While governability deteriorates in the Arab world, Iranian interference becomes more and more pervasive,  entering the Arab states by way of ever-widening holes in their shaky social structure. Iran sends its militias to these countries to set up strongholds for future use, and in every place reached by Iran, the wars become crueler and harder to bring to an end. The enormous sums of US  cash money – over 100 billion dollars –  that Obama gave the Iranians funded boiling oil feeding the fires of the Middle East. Now Iran demands 300 million Euro from Germany. To what purpose?

The Arab public is not blind, nor is it deaf or stupid. It understands full well what is happening, and the ensuing despair all over the Middle East about the possibility of finding a solution to the region’s woes through nice, desirable European solutions such as democracy, is the reason for  the waves of migrants to Europe.

In previous articles written over the past few years, I described the difficulty in adapting a solution that reflects European culture to the Middle East’s problems. The culture gap is simply too large and too deep.

Elaph, the first and largest independent daily online newspaper in the Arab world, recently ran a survey whose results were very worrying. They bear out my claim that democracy is not applicable in this region.  The survey is brought below almost in its entirety, as published in Elaph by Khian Alajeri, with my additions in parentheses.

“When elections result in a handicapped child! The Arab majority says No, No! And does not believe in democratic fairness in our land.”
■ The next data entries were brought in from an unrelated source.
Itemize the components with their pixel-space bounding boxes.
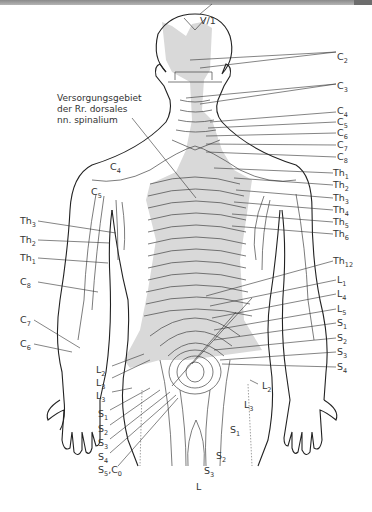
label-th2: Th2 [332,179,349,193]
label-s1: S1 [230,424,240,438]
dermatome-diagram: V/1 Versorgungsgebiet der Rr. dorsales n… [0,0,372,512]
label-v1: V/1 [200,15,216,26]
label-c4: C4 [110,161,121,175]
right-dermatome-labels: C2C3C4C5C6C7C8Th1Th2Th3Th4Th5Th6Th12L1L4… [332,51,353,375]
label-s3: S3 [98,437,108,451]
label-s2: S2 [216,450,226,464]
label-l5: L5 [337,303,346,317]
label-c8: C8 [337,151,348,165]
label-l1: L1 [337,274,346,288]
left-dermatome-labels: Th3Th2Th1C8C7C6 [19,215,36,352]
label-s4: S4 [337,361,347,375]
label-c3: C3 [337,80,348,94]
label-c6: C6 [20,338,31,352]
label-l2: L2 [262,380,271,394]
label-th12: Th12 [332,255,353,269]
label-th3: Th3 [19,215,36,229]
label-c7: C7 [20,314,31,328]
label-c2: C2 [337,51,348,65]
label-l: L [196,481,202,492]
label-th2: Th2 [19,234,36,248]
label-c5: C5 [91,186,102,200]
label-l2: L2 [96,364,105,378]
label-s4: S4 [98,451,108,465]
label-l3: L3 [96,390,105,404]
label-th1: Th1 [19,252,36,266]
left-hand [47,400,100,455]
label-l3: L3 [244,399,253,413]
label-s3: S3 [204,465,214,479]
label-s2: S2 [337,332,347,346]
label-l4: L4 [337,288,346,302]
right-hand [284,400,337,455]
label-c8: C8 [20,276,31,290]
label-s1: S1 [337,317,347,331]
caption-text: Versorgungsgebiet der Rr. dorsales nn. s… [57,93,144,125]
label-s3: S3 [337,346,347,360]
label-th6: Th6 [332,228,349,242]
Elaph asked its readers: “Do you believe democratic equitability can exist in Arab states? ” An overwhelming majority answered in the negative. This is, to all intents, in opposition to the Arab Spring which destroyed countries, exiled their residents and spawned handicapped children who do not believe in democracy.

Once the spark of new Arab revolutions was lit by the “Jasmine Revolution”  in Tunisia, and signs of an Arab Spring were seen on the horizon after a long winter of dictatorship, a large proportion of Arabs were informed about the proposed democratic changes – without the use of jaded expressions such as “the needs of the period” and the usual war-against-Israel excuse for shutting mouths and postponing democracy.

The winds, however, blew in a direction unacceptable to the Arab junior fleet which yearned for a pluralistic political society, for freedom of opinion, for enhanced social and economic development based on ending the regime’s monopolies, war economy and state of  emergency that went from temporary to permanent while the volatile regimes stabilized.

At the edge of the abyss

Elaph asked its readers in its weekly poll: “Do you believe in the fairness of democratic activities in Arab nations?” The answers were sweepingly negative, because the percent of responders who have given up on that fairness was over 96%. Only 4% showed evidence that the fires of democracy remain alight in their souls.

It hurts to see the Arab world’s despair, see it reaching the edge of an abyss, but before relating to the reasons for the large gap between the two answers to the question asked, there is no way to avoid admitting that Arab democracy is in a state of crisis today.

Those who are pro-democracy suffer from the sharp drop in the ideological and popular attraction of the mantras they have been repeating for decades: “Rule of law,” “equal citizenship”, “human rights” and “changing governments,” especially in the face of a worrisome rise in nationalist consciousness and ethnic conflicts.

What is worrying  is that these conflicts and states of consciousness are the rule in the supposedly advanced societies  based on political pluralism, those which pride themselves on their democratic heritage and on exporting the basic tenets of democracy to Third World dictatorships.

(The survey then contains a brief description of democracy in crisis and the rise of the undemocratic right in Europe over the past few years.)

If that is the situation in the West, what can we expect from the Arabs? The “wars to depose rulers” of the Arab Spring have come out in the open, because Arab society is accustomed to obeying orders about what to do and what not to do and is not capable of accepting debate and partnership. The Arabs overwhelmingly refuse to accept the idea of popular rule, the right to criticize those responsible and hold them accountable, even in the case of parliamentary institutions established by so-called elections. This refusal forms the widespread basis for corrupt political life in the Arab world.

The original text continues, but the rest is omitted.